Monday, March 8, 2010

Washington Post Editorial on Health Costs

In case you hadn’t seen, this editorial from yesterday’s Post highlights the problems Democrats face in trying to pass a health care bill – people do not believe it will lower health care costs.  The Administration’s own actuaries had admitted that, long before President Obama proposed yet more health care spending to placate liberal House Democrats.  And with the White House now calling for the “Cadillac tax” to be delayed until 2018, well after President Obama leaves office, those skeptics have every reason to be concerned.

The last paragraph of the piece also illustrates a dilemma for moderate Democrats, some of whom have discussed re-instating what President Obama promised in his speech to Congress last September – a mechanism to ensure that the promised health care savings actually materialize.  But when this provision was included in the Finance Committee health care bill (S. 1796), CBO did not score the “failsafe” mechanism as providing any savings, for logical reasons. (After all, how can CBO score savings for both the bill AND the “failsafe” mechanism on the assumption that CBO estimates for the underlying bill prove wrong?)  But that of course creates procedural problems for any such provision – If it doesn’t achieve budgetary savings, and by definition CAN’T achieve budgetary savings, how could a “failsafe” mechanism be germane to a budget reconciliation bill?

In other words, moderate Democrats concerned about rising deficits and health care costs could find a reconciliation bill the worst of both worlds, offering a new freight train of more government spending on health care without any breaks (“failsafe” or otherwise) to stop it.

 

In search of Plan C

Sunday, March 7, 2010; A16

THE DILEMMA posed by President Obama’s health-care proposal was aptly captured by Berkshire Hathaway chief executive Warren Buffett last week during an interview on CNBC. The status quo is unacceptable, the noted investor said; the proposal is deficient. “If it was a choice today between Plan A, which is what we’ve got, or Plan B, what is in front of — the Senate bill, I would vote for the Senate bill,” Mr. Buffett said. “But I would much rather see a Plan C that really attacks costs.” (Disclosure: Mr. Buffett serves on the board of directors of The Washington Post Co. He had no input into this editorial.)

The United States is in trouble: Its federal debt, slated to grow year by year, could sap economic growth, endangering prosperity at home and leadership abroad. Rising health costs are one of two major causes of that projected debt (the other is the aging of the population). A year ago, Mr. Obama promised health-care reform that would expand access for the uninsured while reducing costs and not worsening the federal deficit.

He says he’s delivered. But the proposal that he’s asked Congress to approve raises serious questions. Why? One big reason is his decision to postpone until after his presidency, even if he serves two terms, the implementation of a “Cadillac tax” on expensive health plans — “a key bipartisan measure to contain health-care costs over time,” as two senior administration officials wrote in a Post opinion piece on Friday. That postponement, budget director Peter Orszag and health policy adviser Nancy-Ann DeParle acknowledged, has been taken by “skeptics” as “further evidence of the administration’s wavering fiscal resolve.”

Count us among the worriers. The tax is key for two reasons. It would raise revenue needed to pay subsidies to the currently uninsured; Mr. Obama chose the politically easier option of extending the Medicare tax to unearned income of the wealthy, thus making it more difficult down the road to prevent Medicare from going bankrupt. And, by discouraging expensive plans, such a tax would be the single most effective tool to reduce the cost growth that threatens the nation’s well-being.

Mr. Obama’s unwillingness to fight for the tax now, even at a reduced level, raises the danger that it will never be imposed. By 2018, an expensive new entitlement will be draining funds from the Treasury; there will be no turning back on that. Mr. Obama’s top aides wrote that they are confident that Congress in 2018 will be willing to let happen what it won’t allow now — or what Mr. Obama chose not to fight for now. Senior officials also argue that the delay gives employers and insurance companies a “glide path” to begin adjusting to their plans with less disruption. We think that it is not asking too much, given the dire fiscal straits, for Washington to show that it can swallow distasteful medicine while, and not after, it passes out the candy.

“We have to have something that will end the constant increase in medical costs as a percentage of GDP,” Mr. Buffett said. “I would try to get a unified effort, say this is a national emergency to do something about this. We need the Republicans, we need the Democrats . . . I believe in insuring more people. But I don’t believe in insuring more people till you attack the cost aspect of this.”

As Mr. Obama scrambles to assemble majorities in the House and Senate, some legislators continue to explore options for more fiscal soundness, including some kind of fail-safe mechanism that would push Congress to act if projected savings do not materialize. Those who care about both access and fiscal responsibility could even now insist on a Plan C.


* ASSIGNED TASK
If a record holds a picture, drop the picture and return the rest of the record word for word.

___ DATA PROVIDED ___

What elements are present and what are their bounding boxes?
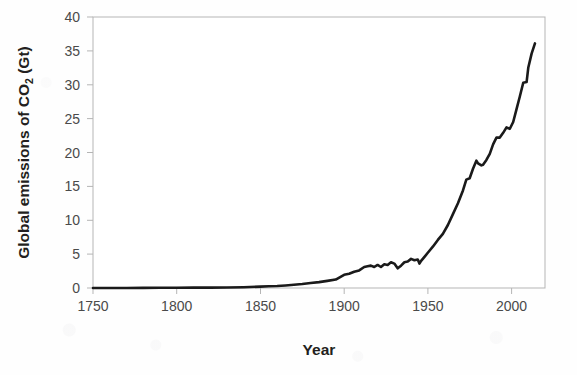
x-tick-label-2000: 2000 bbox=[496, 298, 527, 314]
x-tick-label-1850: 1850 bbox=[245, 298, 276, 314]
y-tick-group bbox=[87, 17, 93, 288]
x-tick-label-1750: 1750 bbox=[77, 298, 108, 314]
x-tick-label-1800: 1800 bbox=[161, 298, 192, 314]
y-tick-label-0: 0 bbox=[72, 280, 80, 296]
y-axis: 0 5 10 15 20 25 30 35 40 bbox=[64, 9, 93, 296]
y-tick-label-35: 35 bbox=[64, 43, 80, 59]
x-axis-title: Year bbox=[303, 341, 336, 358]
y-axis-title-pre: Global emissions of CO bbox=[15, 84, 32, 259]
y-tick-label-25: 25 bbox=[64, 111, 80, 127]
y-tick-label-10: 10 bbox=[64, 212, 80, 228]
y-axis-title: Global emissions of CO2 (Gt) bbox=[15, 46, 35, 259]
y-tick-label-20: 20 bbox=[64, 145, 80, 161]
x-tick-label-1950: 1950 bbox=[412, 298, 443, 314]
plot-background bbox=[93, 17, 545, 288]
co2-emissions-figure: 0 5 10 15 20 25 30 35 40 1750 1800 1850 … bbox=[0, 0, 577, 375]
y-axis-title-post: (Gt) bbox=[15, 46, 32, 78]
x-axis: 1750 1800 1850 1900 1950 2000 bbox=[77, 288, 527, 314]
y-tick-label-40: 40 bbox=[64, 9, 80, 25]
x-tick-label-1900: 1900 bbox=[329, 298, 360, 314]
y-tick-label-5: 5 bbox=[72, 246, 80, 262]
y-tick-label-15: 15 bbox=[64, 178, 80, 194]
chart-canvas: 0 5 10 15 20 25 30 35 40 1750 1800 1850 … bbox=[0, 0, 577, 375]
y-tick-label-30: 30 bbox=[64, 77, 80, 93]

___

* SOLUTION TO THIS EXERCISE
What elements are present and what are their bounding boxes?
x-tick-label-2000: 2000 bbox=[496, 298, 527, 314]
x-tick-label-1850: 1850 bbox=[245, 298, 276, 314]
y-tick-group bbox=[87, 17, 93, 288]
x-tick-label-1750: 1750 bbox=[77, 298, 108, 314]
x-tick-label-1800: 1800 bbox=[161, 298, 192, 314]
y-tick-label-0: 0 bbox=[72, 280, 80, 296]
y-axis: 0 5 10 15 20 25 30 35 40 bbox=[64, 9, 93, 296]
y-tick-label-35: 35 bbox=[64, 43, 80, 59]
x-axis-title: Year bbox=[303, 341, 336, 358]
y-axis-title-pre: Global emissions of CO bbox=[15, 84, 32, 259]
y-tick-label-25: 25 bbox=[64, 111, 80, 127]
y-tick-label-10: 10 bbox=[64, 212, 80, 228]
y-axis-title: Global emissions of CO2 (Gt) bbox=[15, 46, 35, 259]
y-tick-label-20: 20 bbox=[64, 145, 80, 161]
x-tick-label-1950: 1950 bbox=[412, 298, 443, 314]
plot-background bbox=[93, 17, 545, 288]
co2-emissions-figure: 0 5 10 15 20 25 30 35 40 1750 1800 1850 … bbox=[0, 0, 577, 375]
y-axis-title-post: (Gt) bbox=[15, 46, 32, 78]
x-axis: 1750 1800 1850 1900 1950 2000 bbox=[77, 288, 527, 314]
y-tick-label-40: 40 bbox=[64, 9, 80, 25]
x-tick-label-1900: 1900 bbox=[329, 298, 360, 314]
y-tick-label-5: 5 bbox=[72, 246, 80, 262]
y-tick-label-15: 15 bbox=[64, 178, 80, 194]
chart-canvas: 0 5 10 15 20 25 30 35 40 1750 1800 1850 … bbox=[0, 0, 577, 375]
y-tick-label-30: 30 bbox=[64, 77, 80, 93]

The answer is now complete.